Sue
Explanation
The Joke
The comic shows a Western-style scene. A parent (dressed as a cowboy) is asked by their child, "Papa, why did you name me Sue?" The father explains that he gave the child that name so life would be hard, forcing them to grow up strong and tough. He says, "I gave you that name to make life hard so you'd grow to be strong and wise. I see it worked." The child acknowledges this and asks if the name also helped their brother. The father confirms — and in the final panel we see the brother, who is named "Tinkerbell Von Concrete-Nuggets," an absurdly humiliating name far worse than "Sue."
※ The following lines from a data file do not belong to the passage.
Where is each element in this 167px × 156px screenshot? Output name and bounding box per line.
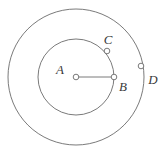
geometry-canvas (0, 0, 167, 156)
point-marker-c (104, 48, 110, 54)
point-marker-a (73, 74, 79, 80)
point-marker-d (138, 63, 144, 69)
point-label-d: D (148, 73, 157, 86)
point-marker-b (111, 74, 117, 80)
geometry-figure: A B C D (0, 0, 167, 156)
point-label-c: C (104, 33, 113, 46)
point-label-b: B (119, 80, 127, 93)
point-label-a: A (56, 63, 64, 76)
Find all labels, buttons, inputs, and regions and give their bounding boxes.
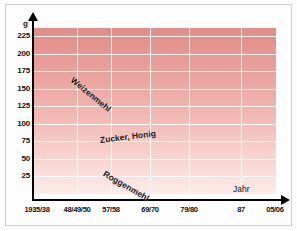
y-axis-tick-label: 150 bbox=[2, 85, 30, 93]
x-axis-tick-label: 69/70 bbox=[141, 206, 158, 214]
x-axis-tick-label: 57/58 bbox=[102, 206, 119, 214]
gridline-vertical bbox=[150, 28, 151, 194]
x-axis-tick-label: 48/49/50 bbox=[64, 206, 91, 214]
y-axis-tick-label: 25 bbox=[2, 172, 30, 180]
y-axis-line bbox=[32, 20, 34, 201]
gridline-vertical bbox=[111, 28, 112, 194]
y-axis-tick-label: 100 bbox=[2, 120, 30, 128]
gridline-horizontal bbox=[33, 54, 276, 55]
gridline-horizontal bbox=[33, 141, 276, 142]
y-axis-tick-labels: g 225200175150125100755025 bbox=[0, 0, 30, 231]
gridline-vertical bbox=[189, 28, 190, 194]
y-axis-unit-label: g bbox=[0, 20, 28, 28]
chart-figure: g 225200175150125100755025 1935/3848/49/… bbox=[0, 0, 297, 231]
y-axis-tick-label: 225 bbox=[2, 32, 30, 40]
x-axis-tick-label: 79/80 bbox=[180, 206, 197, 214]
gridline-horizontal bbox=[33, 36, 276, 37]
x-axis-arrow-icon bbox=[281, 195, 290, 205]
x-axis-tick-label: 05/06 bbox=[266, 206, 283, 214]
gridline-vertical bbox=[241, 28, 242, 194]
y-axis-tick-label: 175 bbox=[2, 67, 30, 75]
plot-area bbox=[33, 28, 276, 194]
gridline-horizontal bbox=[33, 124, 276, 125]
y-axis-tick-label: 75 bbox=[2, 137, 30, 145]
gridline-horizontal bbox=[33, 159, 276, 160]
plot-background bbox=[33, 28, 276, 194]
gridline-horizontal bbox=[33, 89, 276, 90]
y-axis-tick-label: 200 bbox=[2, 50, 30, 58]
gridline-horizontal bbox=[33, 106, 276, 107]
y-axis-tick-label: 125 bbox=[2, 102, 30, 110]
gridline-vertical bbox=[276, 28, 277, 194]
x-axis-tick-label: 87 bbox=[237, 206, 245, 214]
y-axis-tick-label: 50 bbox=[2, 155, 30, 163]
x-axis-tick-label: 1935/38 bbox=[24, 206, 49, 214]
x-axis-line bbox=[32, 199, 282, 201]
gridline-vertical bbox=[77, 28, 78, 194]
gridline-horizontal bbox=[33, 71, 276, 72]
gridline-horizontal bbox=[33, 176, 276, 177]
x-axis-title: Jahr bbox=[233, 184, 250, 194]
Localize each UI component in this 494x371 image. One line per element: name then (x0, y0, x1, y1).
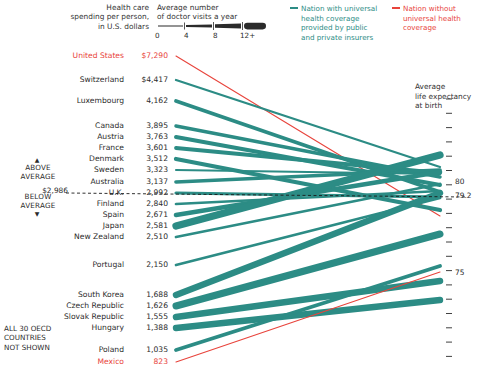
slope-lines-plot (0, 0, 494, 371)
axis-tick-label: 79.2 (455, 192, 471, 200)
slopegraph-figure: Health care spending per person, in U.S.… (0, 0, 494, 371)
axis-tick-label: 75 (455, 269, 464, 277)
slope-line (176, 80, 440, 167)
slope-line (176, 272, 440, 362)
axis-tick-label: 80 (455, 178, 464, 186)
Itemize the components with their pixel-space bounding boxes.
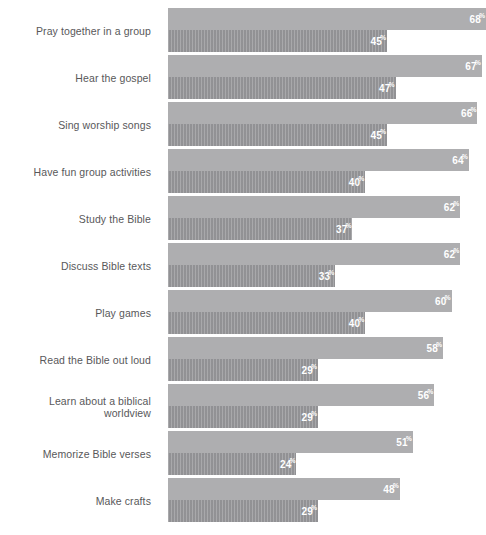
percent-sign: % [479,12,485,19]
bar-secondary: 47% [168,77,396,99]
percent-sign: % [311,363,317,370]
bar-primary: 67% [168,55,482,77]
bar-group: 58%29% [168,336,474,383]
percent-sign: % [380,34,386,41]
chart-row: Make crafts48%29% [0,477,474,524]
chart-row: Read the Bible out loud58%29% [0,336,474,383]
percent-sign: % [453,200,459,207]
bar-secondary: 40% [168,312,365,334]
bar-group: 48%29% [168,477,474,524]
bar-group: 66%45% [168,101,474,148]
bar-primary: 56% [168,384,434,406]
bar-primary: 62% [168,243,460,265]
bar-secondary: 29% [168,500,318,522]
category-label: Study the Bible [0,195,157,242]
category-label: Pray together in a group [0,7,157,54]
percent-sign: % [471,106,477,113]
chart-row: Learn about a biblical worldview56%29% [0,383,474,430]
percent-sign: % [346,222,352,229]
bar-secondary: 24% [168,453,296,475]
category-label: Make crafts [0,477,157,524]
bar-group: 56%29% [168,383,474,430]
bar-primary: 64% [168,149,469,171]
percent-sign: % [311,504,317,511]
chart-row: Hear the gospel67%47% [0,54,474,101]
category-label: Hear the gospel [0,54,157,101]
chart-row: Discuss Bible texts62%33% [0,242,474,289]
percent-sign: % [328,269,334,276]
percent-sign: % [406,435,412,442]
bar-primary: 51% [168,431,413,453]
percent-sign: % [359,316,365,323]
percent-sign: % [389,81,395,88]
percent-sign: % [359,175,365,182]
chart-row: Study the Bible62%37% [0,195,474,242]
bar-primary: 62% [168,196,460,218]
percent-sign: % [393,482,399,489]
category-label: Have fun group activities [0,148,157,195]
bar-primary: 48% [168,478,400,500]
category-label: Discuss Bible texts [0,242,157,289]
bar-secondary: 33% [168,265,335,287]
percent-sign: % [475,59,481,66]
category-label: Read the Bible out loud [0,336,157,383]
percent-sign: % [453,247,459,254]
bar-group: 64%40% [168,148,474,195]
chart-row: Sing worship songs66%45% [0,101,474,148]
bar-primary: 58% [168,337,443,359]
category-label: Play games [0,289,157,336]
percent-sign: % [428,388,434,395]
category-label: Learn about a biblical worldview [0,383,157,430]
category-label: Sing worship songs [0,101,157,148]
bar-group: 68%45% [168,7,474,54]
percent-sign: % [436,341,442,348]
bar-group: 67%47% [168,54,474,101]
percent-sign: % [290,457,296,464]
bar-secondary: 45% [168,30,387,52]
bar-group: 60%40% [168,289,474,336]
category-label: Memorize Bible verses [0,430,157,477]
bar-secondary: 37% [168,218,352,240]
percent-sign: % [311,410,317,417]
bar-primary: 68% [168,8,486,30]
chart-row: Play games60%40% [0,289,474,336]
percent-sign: % [445,294,451,301]
bar-primary: 60% [168,290,452,312]
bar-group: 51%24% [168,430,474,477]
percent-sign: % [462,153,468,160]
bar-group: 62%37% [168,195,474,242]
chart-row: Have fun group activities64%40% [0,148,474,195]
chart-row: Pray together in a group68%45% [0,7,474,54]
bar-primary: 66% [168,102,477,124]
bar-secondary: 40% [168,171,365,193]
chart-row: Memorize Bible verses51%24% [0,430,474,477]
bar-secondary: 45% [168,124,387,146]
bar-secondary: 29% [168,359,318,381]
percent-sign: % [380,128,386,135]
bar-group: 62%33% [168,242,474,289]
bar-secondary: 29% [168,406,318,428]
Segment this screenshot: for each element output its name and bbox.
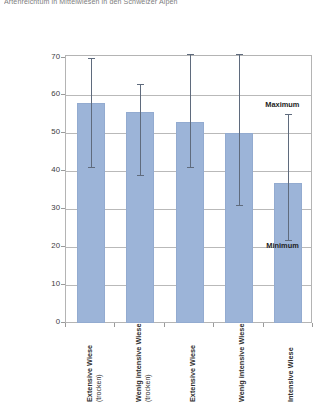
x-axis-tick-mark xyxy=(263,323,264,327)
y-axis-tick-label: 30 xyxy=(38,203,60,212)
chart-title: Artenreichtum in Mittelwiesen in den Sch… xyxy=(4,0,320,7)
x-axis-tick-mark xyxy=(164,323,165,327)
x-axis-category-label: Wenig intensive Wiese xyxy=(238,324,247,402)
annotation-maximum: Maximum xyxy=(265,100,299,109)
x-axis-tick-mark xyxy=(65,323,66,327)
y-axis-tick-label: 0 xyxy=(38,317,60,326)
error-bar-cap-lower xyxy=(88,167,95,168)
error-bar xyxy=(288,114,289,239)
error-bar-cap-upper xyxy=(285,114,292,115)
error-bar-cap-lower xyxy=(187,167,194,168)
chart-figure: Artenreichtum in Mittelwiesen in den Sch… xyxy=(0,0,324,414)
y-axis-tick-label: 60 xyxy=(38,89,60,98)
error-bar xyxy=(190,54,191,168)
y-axis-tick-label: 20 xyxy=(38,241,60,250)
x-axis-category-label: Intensive Wiese xyxy=(287,347,296,402)
x-axis-tick-mark xyxy=(213,323,214,327)
x-axis-category-label: Wenig intensive Wiese(trocken) xyxy=(135,324,152,402)
y-axis-tick-label: 10 xyxy=(38,279,60,288)
y-axis-tick-label: 50 xyxy=(38,127,60,136)
y-axis-tick-label: 40 xyxy=(38,165,60,174)
x-axis-tick-mark xyxy=(114,323,115,327)
annotation-minimum: Minimum xyxy=(266,241,298,250)
category-sub-label: (trocken) xyxy=(94,345,103,402)
plot-area xyxy=(65,55,312,323)
category-main-label: Wenig intensive Wiese xyxy=(237,324,246,402)
category-main-label: Intensive Wiese xyxy=(286,347,295,402)
y-axis-tick-label: 70 xyxy=(38,52,60,61)
error-bar-cap-lower xyxy=(236,205,243,206)
error-bar xyxy=(239,54,240,206)
error-bar-cap-upper xyxy=(137,84,144,85)
category-main-label: Extensive Wiese xyxy=(188,345,197,402)
error-bar-cap-upper xyxy=(187,54,194,55)
error-bar xyxy=(91,58,92,168)
x-axis-category-label: Extensive Wiese(trocken) xyxy=(86,345,103,402)
x-axis-category-label: Extensive Wiese xyxy=(189,345,198,402)
x-axis-tick-mark xyxy=(312,323,313,327)
category-main-label: Wenig intensive Wiese xyxy=(134,324,143,402)
error-bar-cap-lower xyxy=(137,175,144,176)
category-sub-label: (trocken) xyxy=(144,324,153,402)
category-main-label: Extensive Wiese xyxy=(85,345,94,402)
error-bar xyxy=(140,84,141,175)
error-bar-cap-upper xyxy=(236,54,243,55)
gridline xyxy=(66,95,311,96)
error-bar-cap-upper xyxy=(88,58,95,59)
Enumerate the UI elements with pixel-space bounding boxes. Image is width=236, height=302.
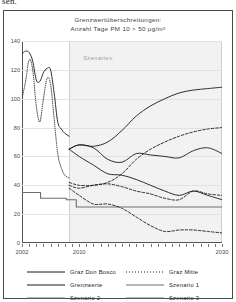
x-tick-label: 2010: [73, 249, 86, 255]
series-line: [69, 188, 222, 233]
legend-line-icon: [125, 294, 165, 301]
legend-label: Graz Mitte: [169, 269, 198, 275]
figure-page: sen. Grenzwertüberschreitungen: Anzahl T…: [0, 0, 236, 302]
legend-item[interactable]: Szenario 2: [26, 293, 119, 302]
legend-line-icon: [26, 268, 66, 275]
x-tick-mark: [158, 244, 159, 247]
x-tick-mark: [179, 244, 180, 247]
figure-frame: Grenzwertüberschreitungen: Anzahl Tage P…: [3, 10, 233, 299]
y-tick-label: 100: [11, 96, 20, 102]
x-tick-mark: [36, 244, 37, 247]
x-tick-mark: [143, 244, 144, 247]
x-tick-mark: [29, 244, 30, 247]
y-tick-label: 60: [14, 153, 20, 159]
legend-line-icon: [26, 294, 66, 301]
legend-item[interactable]: Szenario 1: [125, 280, 218, 289]
chart-title-line-2: Anzahl Tage PM 10 > 50 µg/m³: [4, 24, 232, 33]
x-tick-mark: [22, 244, 23, 247]
chart-legend: Graz Don BoscoGraz MitteGrenzwerteSzenar…: [26, 267, 218, 302]
x-tick-mark: [86, 244, 87, 247]
x-tick-mark: [122, 244, 123, 247]
x-tick-mark: [172, 244, 173, 247]
legend-label: Graz Don Bosco: [70, 269, 116, 275]
x-tick-label: 2030: [216, 249, 229, 255]
series-line: [22, 193, 222, 207]
legend-item[interactable]: Graz Don Bosco: [26, 267, 119, 276]
y-tick-label: 20: [14, 211, 20, 217]
x-tick-mark: [222, 244, 223, 247]
legend-label: Szenario 3: [169, 295, 199, 301]
x-tick-mark: [208, 244, 209, 247]
x-tick-mark: [108, 244, 109, 247]
series-line: [69, 87, 222, 149]
series-line: [69, 145, 222, 163]
x-axis-ticks: 200220102030: [22, 249, 222, 259]
y-tick-label: 0: [17, 240, 20, 246]
series-line: [69, 149, 222, 200]
x-tick-mark: [136, 244, 137, 247]
y-axis-ticks: 020406080100120140: [4, 41, 20, 243]
legend-label: Szenario 2: [70, 295, 100, 301]
x-tick-mark: [51, 244, 52, 247]
legend-item[interactable]: Szenario 3: [125, 293, 218, 302]
series-line: [69, 128, 222, 186]
x-tick-mark: [43, 244, 44, 247]
x-tick-mark: [215, 244, 216, 247]
y-tick-label: 120: [11, 67, 20, 73]
legend-line-icon: [125, 281, 165, 288]
legend-line-icon: [26, 281, 66, 288]
y-tick-label: 80: [14, 125, 20, 131]
x-tick-mark: [186, 244, 187, 247]
chart-curves: [22, 41, 222, 243]
legend-item[interactable]: Grenzwerte: [26, 280, 119, 289]
cut-off-body-text: sen.: [2, 0, 17, 6]
legend-label: Grenzwerte: [70, 282, 102, 288]
chart-title-line-1: Grenzwertüberschreitungen:: [4, 15, 232, 24]
series-line: [22, 59, 69, 178]
series-line: [22, 51, 69, 136]
y-tick-label: 140: [11, 38, 20, 44]
legend-item[interactable]: Graz Mitte: [125, 267, 218, 276]
legend-label: Szenario 1: [169, 282, 199, 288]
x-tick-mark: [193, 244, 194, 247]
x-tick-mark: [58, 244, 59, 247]
x-tick-mark: [72, 244, 73, 247]
x-tick-mark: [115, 244, 116, 247]
x-tick-mark: [101, 244, 102, 247]
y-tick-label: 40: [14, 182, 20, 188]
chart-title-block: Grenzwertüberschreitungen: Anzahl Tage P…: [4, 15, 232, 33]
x-tick-mark: [165, 244, 166, 247]
x-tick-mark: [79, 244, 80, 247]
x-tick-mark: [93, 244, 94, 247]
x-tick-mark: [151, 244, 152, 247]
x-tick-mark: [65, 244, 66, 247]
x-tick-mark: [201, 244, 202, 247]
legend-line-icon: [125, 268, 165, 275]
x-tick-mark: [129, 244, 130, 247]
plot-area: Szenarien: [22, 41, 222, 243]
x-tick-label: 2002: [16, 249, 29, 255]
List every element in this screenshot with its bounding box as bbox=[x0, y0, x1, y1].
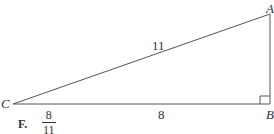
fraction-numerator: 8 bbox=[42, 109, 56, 121]
vertex-b-label: B bbox=[266, 108, 274, 121]
side-ca bbox=[13, 14, 270, 104]
vertex-a-label: A bbox=[266, 2, 274, 15]
right-angle-marker bbox=[260, 96, 270, 104]
answer-choice-letter: F. bbox=[18, 117, 27, 132]
vertex-c-label: C bbox=[1, 97, 10, 110]
answer-fraction: 8 11 bbox=[42, 109, 56, 134]
hypotenuse-length-label: 11 bbox=[152, 39, 165, 52]
base-length-label: 8 bbox=[158, 108, 165, 121]
fraction-denominator: 11 bbox=[42, 124, 56, 134]
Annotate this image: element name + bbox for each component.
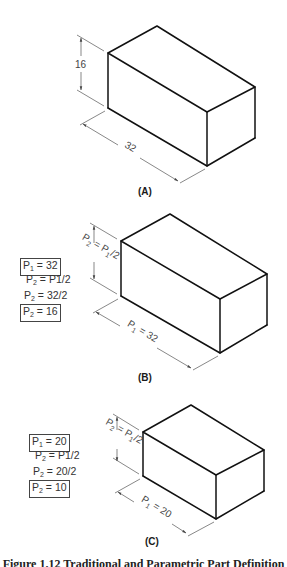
panel-c-equation-substitution: P2 = 20/2 — [33, 465, 76, 481]
panel-b-label: (B) — [138, 372, 152, 383]
figure-caption: Figure 1.12 Traditional and Parametric P… — [0, 556, 287, 567]
panel-c-label: (C) — [145, 536, 159, 547]
panel-b-length-dimension: P1 = 32 — [93, 299, 218, 370]
panel-a-height-dimension: 16 — [75, 35, 104, 106]
panel-b-height-label: P2 = P1/2 — [80, 231, 122, 263]
panel-b-equation-relation: P2 = P1/2 — [26, 273, 71, 289]
panel-a-label: (A) — [138, 186, 152, 197]
panel-a-height-label: 16 — [75, 59, 87, 70]
panel-a-length-dimension: 32 — [80, 111, 205, 183]
panel-a-length-label: 32 — [123, 139, 139, 154]
panel-b-length-label: P1 = 32 — [125, 318, 160, 346]
panel-c-equation-relation: P2 = P1/2 — [35, 449, 80, 465]
panel-c-equation-result: P2 = 10 — [29, 480, 70, 498]
panel-c-length-dimension: P1 = 20 — [115, 479, 214, 536]
panel-b-height-dimension: P2 = P1/2 — [80, 223, 122, 294]
panel-b-equation-substitution: P2 = 32/2 — [24, 289, 67, 305]
panel-c-height-dimension: P2 = P1/2 — [103, 414, 145, 474]
panel-b-equation-result: P2 = 16 — [20, 304, 61, 322]
panel-c-length-label: P1 = 20 — [139, 493, 174, 521]
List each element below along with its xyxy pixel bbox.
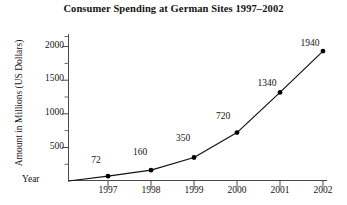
data-point-1998 (149, 168, 154, 173)
data-point-markers (106, 49, 326, 179)
x-axis (69, 181, 328, 188)
data-point-2001 (278, 90, 283, 95)
data-point-1997 (106, 174, 111, 179)
plot-area (0, 0, 347, 205)
data-point-2000 (235, 130, 240, 135)
y-axis (62, 34, 69, 181)
chart-container: Consumer Spending at German Sites 1997–2… (0, 0, 347, 205)
data-series-line (69, 51, 324, 181)
data-point-2002 (321, 49, 326, 54)
data-point-1999 (192, 155, 197, 160)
This is a direct parody of Johnny Cash's famous song "A Boy Named Sue" (1969), written by Shel Silverstein. In the song, a father names his son "Sue" knowing the ridicule will toughen him up. The comic takes this premise and escalates it by revealing that the father went even further with the second child, giving him a name so outlandishly terrible that "Sue" seems mild by comparison.
The Humor
The humor relies on the audience's familiarity with the Johnny Cash song and the escalation principle. The setup faithfully recreates the premise of "A Boy Named Sue" — a tough cowboy father deliberately giving his child a difficult name to build character. The punchline works through absurd escalation: if "Sue" was bad enough to toughen up one son, the father apparently decided the second son needed an even more extreme name. "Tinkerbell Von Concrete-Nuggets" is funny because it combines a delicate fairy name with a crude and nonsensical surname, creating something so ridiculous that it goes beyond character-building humiliation into pure comedic absurdity.
References
The comic directly references "A Boy Named Sue," a novelty country song written by Shel Silverstein and popularized by Johnny Cash's 1969 live performance at San Quentin prison. The song tells the story of a boy who grows up tough because of the constant fights his embarrassing name provokes.